If you do worry about currying, you'll have to write:

    do { 
        my $self;
        $self = sub {
            my ($arg1, $arg2) = @_;
            return $arg1 + $arg2             if @_==2;
            return sub { $self->($arg1,@_) } if @_==1;
            return $self;
        }
    }

And I don't want to think about the hoops I'd have to jump through in the case of a curried function with three arguments, or if I wanted named arguments. Now, you could very well argue that you don't use anonymous functions much anyway, so you're certainly not going to be doing tricks with currying, and you may be right. But then, of course, if you don't want to use them you don't have to.

However, I'm betting that before long it will be just another spanner in your toolbox along with all the other gadgets and goodies that Larry's shown us so far. Tools that you use without a second thought.

If you've ever done any academic computer science, you might have come across Functional Programming, in which case an awful lot of what's new in Perl 6 so far will be looking surprisingly familiar. The thing is, until now, Functional Programming has been seen as only of concern to academics and the kind of weirdoes who are daft enough to write Emacs extensions and, dammit, Perl doesn't need it. There is even an RFC to this effect.

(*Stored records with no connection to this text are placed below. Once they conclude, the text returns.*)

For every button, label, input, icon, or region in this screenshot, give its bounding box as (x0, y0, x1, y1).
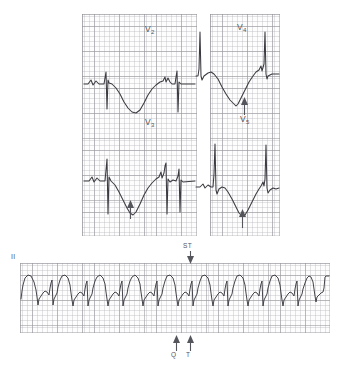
lead-label-v5-sub: 5 (246, 119, 250, 125)
lead-label-v3-text: V (145, 117, 151, 127)
lead-label-v2-text: V (145, 24, 151, 34)
lead-label-v3: V3 (145, 117, 154, 127)
ecg-trace-lead-ii (20, 263, 330, 333)
ecg-panel-rhythm-ii (20, 263, 330, 333)
lead-label-v2-sub: 2 (151, 29, 155, 35)
arrow-down-icon-st (186, 251, 195, 264)
lead-label-v2: V2 (145, 24, 154, 34)
arrow-up-icon-v3 (126, 200, 135, 219)
ecg-trace-v4 (210, 14, 280, 236)
lead-label-v3-sub: 3 (151, 122, 155, 128)
annotation-label-q: Q (171, 351, 176, 358)
ecg-panel-v2-v3 (82, 14, 197, 236)
ecg-trace-v2 (82, 14, 197, 236)
annotation-label-t: T (186, 351, 190, 358)
lead-label-v4-text: V (237, 22, 243, 32)
arrow-up-icon-q (172, 335, 181, 351)
ecg-trace-v3 (82, 14, 197, 236)
ecg-figure: V2 V3 V4 V5 II (0, 0, 340, 369)
arrow-up-icon-t (186, 335, 195, 351)
lead-label-v5-text: V (240, 114, 246, 124)
arrow-up-icon-v5 (238, 209, 247, 228)
lead-label-v4: V4 (237, 22, 246, 32)
lead-label-ii: II (11, 253, 15, 260)
ecg-trace-v5 (210, 14, 280, 236)
lead-label-v5: V5 (240, 114, 249, 124)
arrow-up-icon-v4 (240, 97, 249, 115)
annotation-label-st: ST (183, 242, 192, 249)
ecg-panel-v4-v5 (210, 14, 280, 236)
lead-label-v4-sub: 4 (243, 27, 247, 33)
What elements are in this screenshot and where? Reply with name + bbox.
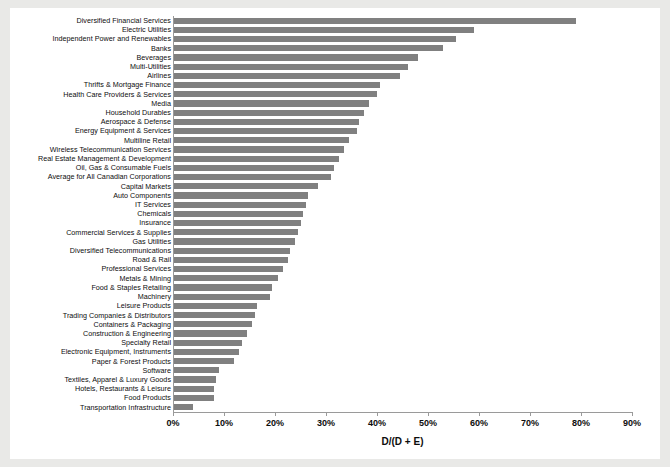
- bar[interactable]: [173, 404, 193, 410]
- bar[interactable]: [173, 119, 359, 125]
- bar[interactable]: [173, 165, 334, 171]
- bar-row: Beverages: [10, 53, 660, 62]
- bar-track: [173, 246, 660, 255]
- bar[interactable]: [173, 312, 255, 318]
- bar-track: [173, 255, 660, 264]
- bar-row: Multi-Utilities: [10, 62, 660, 71]
- bar[interactable]: [173, 73, 400, 79]
- bar-row: Specialty Retail: [10, 338, 660, 347]
- category-label: Textiles, Apparel & Luxury Goods: [0, 375, 171, 384]
- bar[interactable]: [173, 395, 214, 401]
- bar[interactable]: [173, 146, 344, 152]
- category-label: Containers & Packaging: [0, 320, 171, 329]
- bar-row: Containers & Packaging: [10, 320, 660, 329]
- bar[interactable]: [173, 294, 270, 300]
- bar[interactable]: [173, 211, 303, 217]
- category-label: Paper & Forest Products: [0, 357, 171, 366]
- bar[interactable]: [173, 27, 474, 33]
- category-label: Hotels, Restaurants & Leisure: [0, 384, 171, 393]
- bar-track: [173, 90, 660, 99]
- bar-track: [173, 209, 660, 218]
- bar[interactable]: [173, 82, 380, 88]
- bar[interactable]: [173, 266, 283, 272]
- bar[interactable]: [173, 303, 257, 309]
- bar[interactable]: [173, 284, 272, 290]
- bar-row: Banks: [10, 44, 660, 53]
- bar-track: [173, 62, 660, 71]
- bar[interactable]: [173, 340, 242, 346]
- bar[interactable]: [173, 18, 576, 24]
- bar-row: Average for All Canadian Corporations: [10, 172, 660, 181]
- bar-track: [173, 172, 660, 181]
- bar[interactable]: [173, 202, 306, 208]
- category-label: Machinery: [0, 292, 171, 301]
- bar[interactable]: [173, 257, 288, 263]
- category-label: Real Estate Management & Development: [0, 154, 171, 163]
- x-tick-label: 80%: [572, 418, 590, 428]
- x-tick-mark: [581, 412, 582, 416]
- category-label: Leisure Products: [0, 301, 171, 310]
- bar[interactable]: [173, 349, 239, 355]
- x-tick-mark: [530, 412, 531, 416]
- category-label: Specialty Retail: [0, 338, 171, 347]
- bar-row: Diversified Financial Services: [10, 16, 660, 25]
- bar[interactable]: [173, 128, 357, 134]
- bar[interactable]: [173, 45, 443, 51]
- category-label: Transportation Infrastructure: [0, 403, 171, 412]
- category-label: Chemicals: [0, 209, 171, 218]
- bar-track: [173, 338, 660, 347]
- bar-row: Machinery: [10, 292, 660, 301]
- category-label: Software: [0, 366, 171, 375]
- bar-track: [173, 366, 660, 375]
- category-label: Metals & Mining: [0, 274, 171, 283]
- bar[interactable]: [173, 321, 252, 327]
- bar[interactable]: [173, 367, 219, 373]
- bar-row: Household Durables: [10, 108, 660, 117]
- bar[interactable]: [173, 100, 369, 106]
- x-tick-mark: [479, 412, 480, 416]
- bar[interactable]: [173, 110, 364, 116]
- bar[interactable]: [173, 137, 349, 143]
- x-tick-label: 30%: [317, 418, 335, 428]
- bar-row: Health Care Providers & Services: [10, 90, 660, 99]
- bar-track: [173, 375, 660, 384]
- bar-row: Food & Staples Retailing: [10, 283, 660, 292]
- x-axis-line: [173, 412, 632, 413]
- x-tick-mark: [428, 412, 429, 416]
- bar-track: [173, 25, 660, 34]
- category-label: Road & Rail: [0, 255, 171, 264]
- category-label: Capital Markets: [0, 182, 171, 191]
- bar-track: [173, 357, 660, 366]
- bar[interactable]: [173, 192, 308, 198]
- x-tick-mark: [326, 412, 327, 416]
- bar[interactable]: [173, 275, 278, 281]
- bar[interactable]: [173, 376, 216, 382]
- bar[interactable]: [173, 358, 234, 364]
- bar[interactable]: [173, 36, 456, 42]
- bar-track: [173, 264, 660, 273]
- bar-track: [173, 384, 660, 393]
- bar-track: [173, 108, 660, 117]
- bar-row: Software: [10, 366, 660, 375]
- x-tick-label: 70%: [521, 418, 539, 428]
- category-label: Beverages: [0, 53, 171, 62]
- bar[interactable]: [173, 220, 301, 226]
- bar[interactable]: [173, 174, 331, 180]
- category-label: Multi-Utilities: [0, 62, 171, 71]
- category-label: Media: [0, 99, 171, 108]
- bar[interactable]: [173, 248, 290, 254]
- bar[interactable]: [173, 330, 247, 336]
- bar[interactable]: [173, 91, 377, 97]
- bar[interactable]: [173, 183, 318, 189]
- bar[interactable]: [173, 238, 295, 244]
- category-label: Household Durables: [0, 108, 171, 117]
- bar[interactable]: [173, 386, 214, 392]
- bar-row: Electric Utilities: [10, 25, 660, 34]
- bar[interactable]: [173, 229, 298, 235]
- bar[interactable]: [173, 156, 339, 162]
- bar[interactable]: [173, 64, 408, 70]
- category-label: Electronic Equipment, Instruments: [0, 347, 171, 356]
- x-tick-label: 60%: [470, 418, 488, 428]
- category-label: Trading Companies & Distributors: [0, 311, 171, 320]
- bar[interactable]: [173, 54, 418, 60]
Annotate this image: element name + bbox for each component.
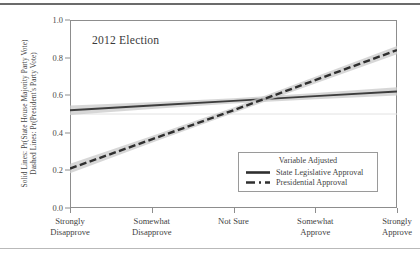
legend-item-state-legislative-approval: State Legislative Approval xyxy=(239,167,377,177)
y-axis-tick-mark xyxy=(65,132,70,133)
page-rule-top xyxy=(0,3,420,5)
legend-item-label: Presidential Approval xyxy=(276,178,347,187)
y-axis-label: Solid Lines: Pr(State House Majority Par… xyxy=(20,8,39,218)
page-rule-bottom xyxy=(0,248,420,249)
x-axis-tick-mark xyxy=(152,208,153,213)
x-axis-tick-label: StronglyApprove xyxy=(354,216,420,238)
x-axis-tick-label-line: Disapprove xyxy=(109,227,195,238)
x-axis-tick-label: SomewhatDisapprove xyxy=(109,216,195,238)
x-axis-tick-label-line: Approve xyxy=(354,227,420,238)
x-axis-tick-mark xyxy=(315,208,316,213)
x-axis-tick-label-line: Somewhat xyxy=(109,216,195,227)
y-axis-label-line-2: Dashed Lines: Pr(President's Party Vote) xyxy=(29,8,38,218)
x-axis-tick-label-line: Strongly xyxy=(354,216,420,227)
x-axis-tick-label: Not Sure xyxy=(191,216,277,227)
x-axis-tick-label: StronglyDisapprove xyxy=(27,216,113,238)
legend-item-label: State Legislative Approval xyxy=(276,168,363,177)
x-axis-tick-mark xyxy=(70,208,71,213)
legend-title: Variable Adjusted xyxy=(239,156,377,165)
x-axis-tick-mark xyxy=(234,208,235,213)
x-axis-tick-label-line: Disapprove xyxy=(27,227,113,238)
y-axis-label-line-1: Solid Lines: Pr(State House Majority Par… xyxy=(20,8,29,218)
chart-title: 2012 Election xyxy=(92,34,159,47)
y-axis-tick-mark xyxy=(65,95,70,96)
plot-area: 2012 Election 0.00.20.40.60.81.0 Strongl… xyxy=(70,20,397,208)
x-axis-tick-label-line: Somewhat xyxy=(272,216,358,227)
x-axis-tick-label-line: Approve xyxy=(272,227,358,238)
y-axis-tick-mark xyxy=(65,20,70,21)
chart-legend: Variable Adjusted State Legislative Appr… xyxy=(238,152,378,192)
x-axis-tick-label-line: Not Sure xyxy=(191,216,277,227)
x-axis-tick-label: SomewhatApprove xyxy=(272,216,358,238)
x-axis-tick-mark xyxy=(397,208,398,213)
legend-item-presidential-approval: Presidential Approval xyxy=(239,177,377,187)
dashed-line-swatch-icon xyxy=(245,178,271,187)
figure-container: Solid Lines: Pr(State House Majority Par… xyxy=(0,6,420,246)
y-axis-tick-mark xyxy=(65,170,70,171)
solid-line-swatch-icon xyxy=(245,168,271,177)
y-axis-tick-mark xyxy=(65,57,70,58)
x-axis-tick-label-line: Strongly xyxy=(27,216,113,227)
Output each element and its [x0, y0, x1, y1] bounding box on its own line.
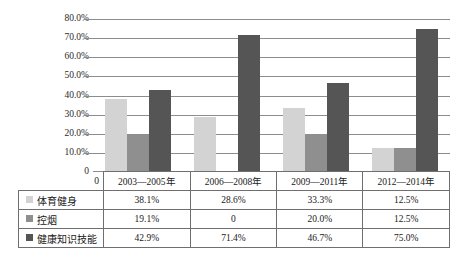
table-cell: 42.9% — [104, 229, 191, 248]
table-cell: 19.1% — [104, 210, 191, 229]
table-row: 体育健身38.1%28.6%33.3%12.5% — [19, 191, 450, 210]
bar-groups — [93, 19, 450, 172]
table-row: 健康知识技能42.9%71.4%46.7%75.0% — [19, 229, 450, 248]
legend-swatch-icon — [26, 196, 33, 203]
bar-group-bars — [182, 19, 271, 172]
table-cell: 0 — [190, 210, 277, 229]
y-axis-tick-mark — [84, 76, 93, 77]
y-axis-tick-label: 70.0% — [33, 33, 89, 43]
table-header-row: 02003—2005年2006—2008年2009—2011年2012—2014… — [19, 172, 450, 191]
bar — [305, 134, 327, 172]
y-axis-tick-labels: 010.0%20.0%30.0%40.0%50.0%60.0%70.0%80.0… — [33, 0, 89, 175]
table-cell: 71.4% — [190, 229, 277, 248]
bar-group-bars — [361, 19, 450, 172]
table-row: 控烟19.1%020.0%12.5% — [19, 210, 450, 229]
legend-row-label: 体育健身 — [19, 191, 104, 210]
bar — [416, 29, 438, 172]
bar-group-bars — [272, 19, 361, 172]
legend-row-label: 控烟 — [19, 210, 104, 229]
table-column-header: 2012—2014年 — [363, 172, 450, 191]
bar — [127, 135, 149, 172]
table-column-header: 2003—2005年 — [104, 172, 191, 191]
y-axis-tick-mark — [84, 38, 93, 39]
axis-origin-label: 0 — [19, 172, 104, 191]
bar — [394, 148, 416, 172]
table-cell: 75.0% — [363, 229, 450, 248]
y-axis-tick-mark — [84, 96, 93, 97]
y-axis-tick-mark — [84, 57, 93, 58]
legend-series-name: 健康知识技能 — [37, 234, 97, 245]
legend-row-label: 健康知识技能 — [19, 229, 104, 248]
bar — [105, 99, 127, 172]
y-axis-tick-label: 30.0% — [33, 110, 89, 120]
y-axis-tick-label: 60.0% — [33, 52, 89, 62]
legend-series-name: 体育健身 — [37, 196, 77, 207]
table-cell: 28.6% — [190, 191, 277, 210]
legend-swatch-icon — [26, 215, 33, 222]
bar — [238, 35, 260, 172]
table-column-header: 2009—2011年 — [277, 172, 363, 191]
y-axis-tick-label: 50.0% — [33, 71, 89, 81]
bar-group — [272, 19, 361, 172]
bar — [194, 117, 216, 172]
y-axis-tick-mark — [84, 153, 93, 154]
bar — [283, 108, 305, 172]
table-column-header: 2006—2008年 — [190, 172, 277, 191]
table-cell: 46.7% — [277, 229, 363, 248]
bar — [149, 90, 171, 172]
y-axis-tick-mark — [84, 134, 93, 135]
bar — [372, 148, 394, 172]
y-axis-tick-mark — [84, 115, 93, 116]
y-axis-tick-label: 40.0% — [33, 91, 89, 101]
bar-chart: 010.0%20.0%30.0%40.0%50.0%60.0%70.0%80.0… — [0, 0, 473, 175]
bar-group — [361, 19, 450, 172]
table-cell: 33.3% — [277, 191, 363, 210]
y-axis-tick-label: 20.0% — [33, 129, 89, 139]
legend-series-name: 控烟 — [37, 215, 57, 226]
y-axis-tick-label: 80.0% — [33, 14, 89, 24]
table-cell: 20.0% — [277, 210, 363, 229]
bar-group-bars — [93, 19, 182, 172]
data-table: 02003—2005年2006—2008年2009—2011年2012—2014… — [18, 171, 450, 248]
table-cell: 12.5% — [363, 210, 450, 229]
bar-group — [93, 19, 182, 172]
legend-swatch-icon — [26, 234, 33, 241]
plot-area — [93, 19, 450, 172]
table-cell: 12.5% — [363, 191, 450, 210]
bar-group — [182, 19, 271, 172]
table-cell: 38.1% — [104, 191, 191, 210]
y-axis-tick-mark — [84, 19, 93, 20]
y-axis-tick-label: 10.0% — [33, 148, 89, 158]
bar — [327, 83, 349, 172]
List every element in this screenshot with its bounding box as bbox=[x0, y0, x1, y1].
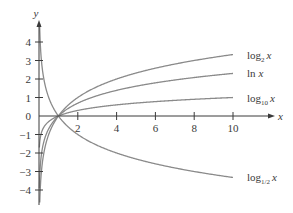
y-tick-label: 4 bbox=[26, 36, 32, 48]
curve-ln-x bbox=[39, 73, 233, 188]
logarithm-chart: log2xlnxlog10xlog1/2xx246810y−4−3−2−1012… bbox=[0, 0, 293, 213]
y-tick-label: 2 bbox=[26, 73, 32, 85]
y-tick-label: −1 bbox=[19, 129, 31, 141]
curves-group bbox=[39, 24, 233, 202]
y-tick-label: 3 bbox=[26, 55, 32, 67]
y-tick-label: −2 bbox=[19, 147, 31, 159]
y-axis-label: y bbox=[33, 7, 39, 19]
curve-log-1-2-x bbox=[40, 24, 233, 177]
y-tick-label: −4 bbox=[19, 184, 31, 196]
curve-label: lnx bbox=[247, 67, 264, 79]
curve-label: log10x bbox=[247, 92, 275, 107]
x-tick-label: 4 bbox=[114, 122, 120, 134]
curve-label: log1/2x bbox=[247, 171, 277, 186]
x-tick-label: 6 bbox=[153, 122, 159, 134]
y-tick-label: −3 bbox=[19, 166, 31, 178]
y-axis-arrow-icon bbox=[37, 20, 42, 27]
curve-label: log2x bbox=[247, 49, 272, 64]
x-tick-label: 8 bbox=[191, 122, 197, 134]
x-tick-label: 10 bbox=[228, 122, 240, 134]
x-axis-arrow-icon bbox=[268, 114, 275, 119]
y-tick-label: 0 bbox=[26, 110, 32, 122]
x-tick-label: 2 bbox=[75, 122, 81, 134]
x-axis-label: x bbox=[277, 110, 283, 122]
y-tick-label: 1 bbox=[26, 92, 32, 104]
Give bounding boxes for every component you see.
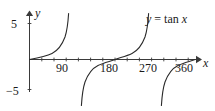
tangent-branch-1	[30, 14, 69, 60]
tangent-function-graph: 90 180 270 360 5 −5 x y y=tanx	[0, 0, 215, 111]
x-tick-label-90: 90	[56, 62, 68, 74]
equation-argument: x	[182, 12, 187, 26]
equation-lhs: y	[146, 12, 151, 26]
x-axis-label: x	[203, 57, 208, 69]
equation-function: tan	[164, 12, 179, 26]
y-tick-label-minus-5: −5	[6, 85, 19, 97]
equation-equals: =	[154, 12, 161, 26]
x-tick-label-270: 270	[139, 62, 157, 74]
x-tick-label-180: 180	[100, 62, 118, 74]
y-axis-arrowhead	[26, 11, 33, 17]
equation-annotation: y=tanx	[146, 13, 187, 25]
y-tick-label-5: 5	[11, 18, 17, 30]
y-axis-label: y	[35, 7, 40, 19]
x-axis-arrowhead	[196, 56, 202, 63]
x-tick-label-360: 360	[175, 62, 193, 74]
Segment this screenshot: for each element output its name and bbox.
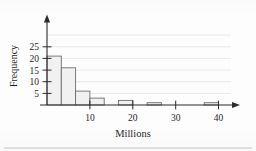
x-tick-labels: 10 20 30 40 — [85, 113, 223, 123]
histogram-figure: 5 10 15 20 25 10 20 30 40 Millions Frequ… — [0, 0, 256, 151]
x-tick-label-2: 30 — [171, 113, 181, 123]
y-tick-label-1: 10 — [30, 77, 40, 87]
y-tick-label-3: 20 — [30, 54, 40, 64]
bar-bin-6 — [119, 100, 133, 105]
bar-series — [47, 56, 219, 105]
y-tick-label-2: 15 — [30, 66, 40, 76]
bar-bin-1 — [47, 56, 61, 105]
bar-bin-2 — [61, 68, 75, 105]
y-axis-title: Frequency — [8, 45, 19, 87]
x-tick-label-1: 20 — [128, 113, 138, 123]
x-axis-title: Millions — [115, 128, 151, 139]
histogram-chart: 5 10 15 20 25 10 20 30 40 Millions Frequ… — [0, 0, 256, 151]
bar-bin-4 — [90, 98, 104, 105]
x-tick-label-0: 10 — [85, 113, 95, 123]
y-tick-labels: 5 10 15 20 25 — [30, 42, 40, 99]
y-tick-label-4: 25 — [30, 42, 40, 52]
bar-bin-3 — [76, 91, 90, 105]
x-tick-label-3: 40 — [214, 113, 224, 123]
y-tick-label-0: 5 — [34, 89, 39, 99]
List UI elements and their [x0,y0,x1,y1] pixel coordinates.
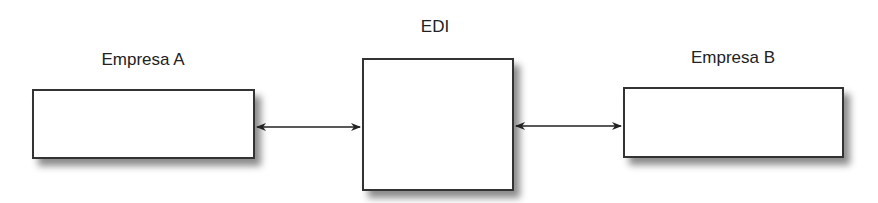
connector-arrows [0,0,878,203]
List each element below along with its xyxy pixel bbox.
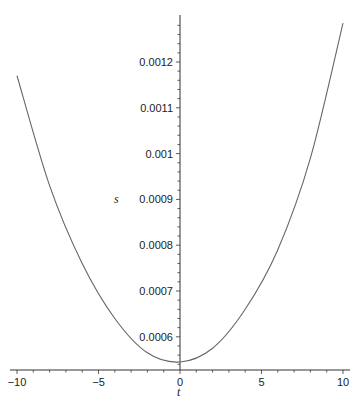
y-tick-label: 0.0007	[139, 285, 173, 297]
chart-plot: −10−50510 0.00060.00070.00080.00090.0010…	[0, 0, 358, 408]
x-tick-label: 10	[337, 376, 349, 388]
y-axis-ticks: 0.00060.00070.00080.00090.0010.00110.001…	[139, 25, 180, 364]
x-tick-label: −10	[8, 376, 27, 388]
y-tick-label: 0.0011	[140, 102, 173, 114]
y-axis-label: s	[114, 192, 119, 206]
x-tick-label: 5	[258, 376, 264, 388]
y-tick-label: 0.0008	[139, 239, 173, 251]
x-tick-label: −5	[92, 376, 105, 388]
y-tick-label: 0.0009	[139, 193, 173, 205]
y-tick-label: 0.001	[145, 148, 173, 160]
axes	[10, 15, 350, 370]
y-tick-label: 0.0006	[139, 331, 173, 343]
y-tick-label: 0.0012	[139, 56, 173, 68]
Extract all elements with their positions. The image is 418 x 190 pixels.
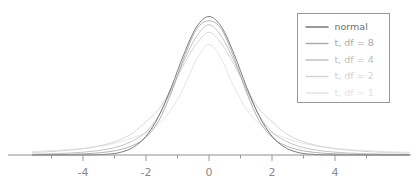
- legend: normalt, df = 8t, df = 4t, df = 2t, df =…: [298, 14, 390, 103]
- x-tick-label: -4: [78, 166, 89, 179]
- legend-label: t, df = 8: [335, 37, 374, 48]
- legend-label: t, df = 2: [335, 70, 374, 81]
- legend-label: t, df = 4: [335, 54, 374, 65]
- x-tick-labels: -4-2024: [78, 166, 339, 179]
- chart-figure: -4-2024 normalt, df = 8t, df = 4t, df = …: [0, 0, 418, 190]
- x-tick-label: 0: [206, 166, 213, 179]
- x-tick-label: 2: [269, 166, 276, 179]
- x-tick-label: 4: [332, 166, 339, 179]
- legend-label: t, df = 1: [335, 87, 374, 98]
- density-plot: -4-2024 normalt, df = 8t, df = 4t, df = …: [0, 0, 418, 190]
- x-tick-label: -2: [141, 166, 152, 179]
- legend-label: normal: [335, 21, 368, 32]
- x-axis: [8, 155, 411, 161]
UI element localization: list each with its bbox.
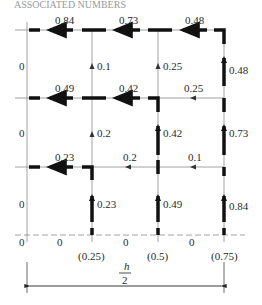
label-r1-1: 0.49 (55, 82, 75, 94)
label-v2-2: 0.49 (163, 198, 183, 210)
thin-up-arrows (90, 63, 161, 137)
label-r1-3: 0.25 (184, 82, 204, 94)
label-v2-3: 0.84 (229, 200, 249, 212)
label-top-2: 0.73 (119, 14, 139, 26)
label-v1-3: 0.73 (229, 127, 249, 139)
grid-vertical-lines (27, 22, 224, 242)
bottom-position-labels: (0.25) (0.5) (0.75) (78, 250, 238, 263)
position-label-1: (0.25) (78, 250, 105, 263)
label-bottom-2: 0 (123, 236, 129, 248)
grid-horizontal-lines (15, 30, 245, 235)
label-r2-3: 0.1 (188, 151, 202, 163)
label-v1-2: 0.42 (163, 127, 182, 139)
label-r1-2: 0.42 (119, 82, 138, 94)
flow-row-1 (29, 98, 158, 112)
dimension-h-over-2: h 2 (27, 260, 224, 293)
dimension-denominator: 2 (122, 274, 128, 286)
label-v0-2: 0.25 (163, 60, 183, 72)
label-r2-1: 0.23 (55, 151, 75, 163)
label-v1-1: 0.2 (97, 127, 111, 139)
dimension-numerator: h (124, 260, 130, 272)
flow-top-row (29, 30, 224, 44)
label-top-3: 0.48 (185, 14, 205, 26)
label-bottom-3: 0 (189, 236, 195, 248)
label-bottom-corner: 0 (19, 236, 25, 248)
label-v2-0: 0 (19, 198, 25, 210)
title-fragment: ASSOCIATED NUMBERS (14, 0, 126, 10)
position-label-3: (0.75) (211, 250, 238, 263)
position-label-2: (0.5) (147, 250, 168, 263)
label-v0-1: 0.1 (97, 60, 111, 72)
label-v0-3: 0.48 (229, 64, 249, 76)
label-v0-0: 0 (19, 60, 25, 72)
label-v1-0: 0 (19, 127, 25, 139)
flow-row-2 (29, 167, 92, 180)
label-r2-2: 0.2 (123, 151, 137, 163)
label-bottom-1: 0 (57, 236, 63, 248)
flow-grid-diagram: ASSOCIATED NUMBERS (0, 0, 262, 305)
label-top-1: 0.84 (55, 14, 75, 26)
label-v2-1: 0.23 (97, 198, 117, 210)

I remember saying almost exactly the same thing about another language feature of 'purely academic interest' that got introduced with perl 5; the closure.

I don't know about you, but closures are old friends now; another tool that gets pulled out and used where appropriate, with hardly a second thought.

"Perl 6 doesn't give us anything that Perl 5 doesn't."

Yeah, and Perl 5 doesn't give us anything that a Universal Turing Machine, Intercal, or Python don't. We use it because it 'fits our brains'. The Perl 6 redesign is all about improving that fit.